I was reading Networks and the Information Glut and this quote really hit me.
"The fundamentals of innovative thought haven’t changed since the 18th Century – it’s always been aggregate, filter and connect."
I thought back to how I learned in school. I aggregated information by listening to my teachers, reading the textbook and taking notes in my notebook. I filtered information by making or answering review sheets from my notes or by re-reading my textbook. I then connected with my friends to study at somebody's house or asking my teacher questions if I had them while I was in class. I would then answer the questions on tests or projects that I would never look at again.
Research was very similar. I would go to the library and find some books. Write the information down on some notecards and then maybe talk to my friends or teacher about what to write. Finally I would write or type a paper that only my teacher would ever see.
That was late 80s early 90s (I graduated high school in 1991). How much has the world changed since then? How do I aggregate, filter and connect now? Yet as I look in the classroom, many of the same ways I did things are still being done.
It's still aggregate, filter and connect. We just need to update what it means to do those things.
Sunday, January 10, 2010
Sunday, January 3, 2010
What does the Tablet mean TO education not IN education
As I was reading David Jakes' Tablet Schmablet Redux post, I realized that there are a ton of people talking about how Tablets can be used in the classroom to make education better. While I won't deny I would love to have sets of those to put into classrooms, I don't think that is the most important part of this new evolution.
As David notes the Tablet technology is coming, there is no denying that. "There appears to be new technologies emerging from Apple, OLPC, Dell, NotionInk , and yes, even Google. There’s even the Mag+, which seems to be more reader than anything else." And yes it has the potential to eventually change textbooks as well as book reading as it pertains to the classroom, but I think we can agree that as with everything else it will take a while for it to penetrate education.
What I think is harder to argue with is the fact that it will change reading, especially newspapers and magazines. And there is a good chance that it will change it dramatically within two to three years. Look at how the iPhone has changed the mobile phone market, I expect a similar change from the Tablet. When it does, hyperlinked writing, photo slideshows and video journalism will become what we expect.

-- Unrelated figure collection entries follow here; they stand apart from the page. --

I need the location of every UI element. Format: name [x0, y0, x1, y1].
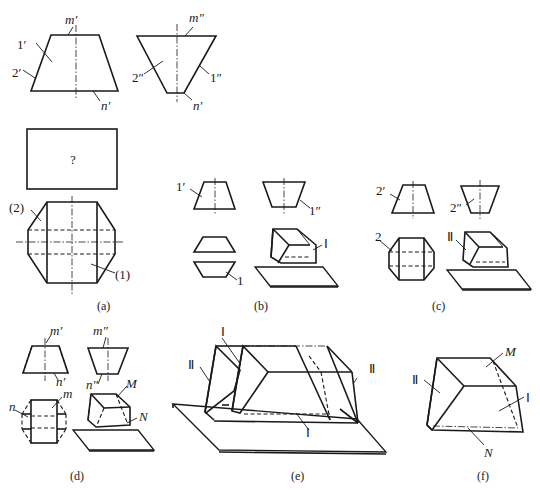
panel-b: 1′ 1″ 1 Ⅰ (b)	[176, 178, 338, 313]
caption-f: (f)	[477, 469, 489, 483]
caption-a: (a)	[97, 299, 110, 313]
f-isometric-solid: M Ⅱ Ⅰ N	[412, 344, 530, 460]
label-1-paren: (1)	[115, 267, 130, 282]
panel-a: m′ 1′ 2′ n′ m″ 2″ 1″ n′ ?	[9, 10, 222, 313]
label-roman-1: Ⅰ	[324, 236, 328, 251]
label-roman-2: Ⅱ	[412, 372, 418, 387]
caption-e: (e)	[291, 469, 304, 483]
d-front-view: m′ n′	[23, 323, 68, 389]
panel-e: Ⅰ Ⅱ Ⅱ Ⅰ (e)	[173, 324, 386, 483]
b-top-view: 1	[194, 237, 244, 288]
caption-b: (b)	[254, 299, 268, 313]
label-1: 1	[237, 273, 244, 288]
label-roman-1-bottom: Ⅰ	[306, 425, 310, 440]
caption-d: (d)	[70, 469, 84, 483]
figure-canvas: m′ 1′ 2′ n′ m″ 2″ 1″ n′ ?	[0, 0, 540, 493]
c-top-view: 2	[375, 229, 434, 280]
label-2: 2	[375, 229, 382, 244]
label-M: M	[125, 376, 138, 391]
a-top-view: (2) (1)	[9, 196, 130, 294]
label-1-double-prime: 1″	[309, 203, 321, 218]
d-top-view: n m	[9, 386, 72, 443]
label-2-double-prime: 2″	[132, 70, 144, 85]
label-question: ?	[70, 152, 76, 167]
label-roman-2-left: Ⅱ	[188, 357, 194, 372]
label-n-prime-side: n′	[193, 98, 203, 113]
label-roman-1-top: Ⅰ	[221, 324, 225, 339]
label-roman-2: Ⅱ	[447, 229, 453, 244]
label-roman-1: Ⅰ	[526, 390, 530, 405]
b-front-view: 1′	[176, 178, 235, 214]
a-front-view: m′ 1′ 2′ n′	[12, 12, 118, 113]
c-front-view: 2′	[376, 181, 434, 219]
label-m-prime: m′	[65, 12, 77, 27]
label-n: n	[9, 399, 16, 414]
label-2-double-prime: 2″	[450, 200, 462, 215]
label-m-double-prime: m″	[189, 10, 204, 25]
label-M: M	[504, 344, 517, 359]
c-isometric: Ⅱ	[447, 229, 531, 290]
b-side-view: 1″	[263, 178, 321, 218]
panel-d: m′ n′ m″ n″ n m	[9, 323, 154, 483]
label-N: N	[483, 445, 494, 460]
label-m-double-prime: m″	[93, 323, 108, 338]
a-side-view: m″ 2″ 1″ n′	[132, 10, 222, 113]
caption-c: (c)	[432, 299, 445, 313]
label-2-prime: 2′	[12, 65, 22, 80]
panel-c: 2′ 2″ 2 Ⅱ (c)	[375, 180, 531, 313]
c-side-view: 2″	[450, 180, 499, 219]
label-n-double-prime: n″	[86, 377, 99, 392]
label-2-paren: (2)	[9, 200, 24, 215]
panel-f: M Ⅱ Ⅰ N (f)	[412, 344, 530, 483]
label-2-prime: 2′	[376, 183, 386, 198]
label-m-prime: m′	[50, 323, 62, 338]
a-unknown-view: ?	[27, 129, 117, 189]
label-m: m	[63, 386, 72, 401]
label-roman-2-right: Ⅱ	[369, 361, 375, 376]
e-isometric-assembly: Ⅰ Ⅱ Ⅱ Ⅰ	[173, 324, 386, 454]
label-n-prime: n′	[101, 98, 111, 113]
label-1-prime: 1′	[176, 179, 186, 194]
d-side-view: m″ n″	[86, 323, 128, 392]
label-N: N	[138, 409, 149, 424]
label-1-double-prime: 1″	[210, 70, 222, 85]
b-isometric: Ⅰ	[255, 229, 338, 287]
label-1-prime: 1′	[17, 37, 27, 52]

So even if we don't use them in the classroom as quickly as people are predicting, normal consumers will be using them. It will change how we deliver news and how we write professionally.
So when today's ninth graders graduate, news decimation and writing will look significantly different.
Doesn't that mean we should be taking a hard look at how we are teaching these students to write?
Or do we continue to teach them to write the current way because that's how they will write in college because as we know education will be the last to change?
The Tablet (or whatever you want to call it) will be a game-changer but maybe not IN education. Should it be one TO education?
As David notes the Tablet technology is coming, there is no denying that. "There appears to be new technologies emerging from Apple, OLPC, Dell, NotionInk , and yes, even Google. There’s even the Mag+, which seems to be more reader than anything else." And yes it has the potential to eventually change textbooks as well as book reading as it pertains to the classroom, but I think we can agree that as with everything else it will take a while for it to penetrate education.
What I think is harder to argue with is the fact that it will change reading, especially newspapers and magazines. And there is a good chance that it will change it dramatically within two to three years. Look at how the iPhone has changed the mobile phone market, I expect a similar change from the Tablet. When it does, hyperlinked writing, photo slideshows and video journalism will become what we expect.
So even if we don't use them in the classroom as quickly as people are predicting, normal consumers will be using them. It will change how we deliver news and how we write professionally.
So when today's ninth graders graduate, news decimation and writing will look significantly different.
Doesn't that mean we should be taking a hard look at how we are teaching these students to write?
Or do we continue to teach them to write the current way because that's how they will write in college because as we know education will be the last to change?
The Tablet (or whatever you want to call it) will be a game-changer but maybe not IN education. Should it be one TO education?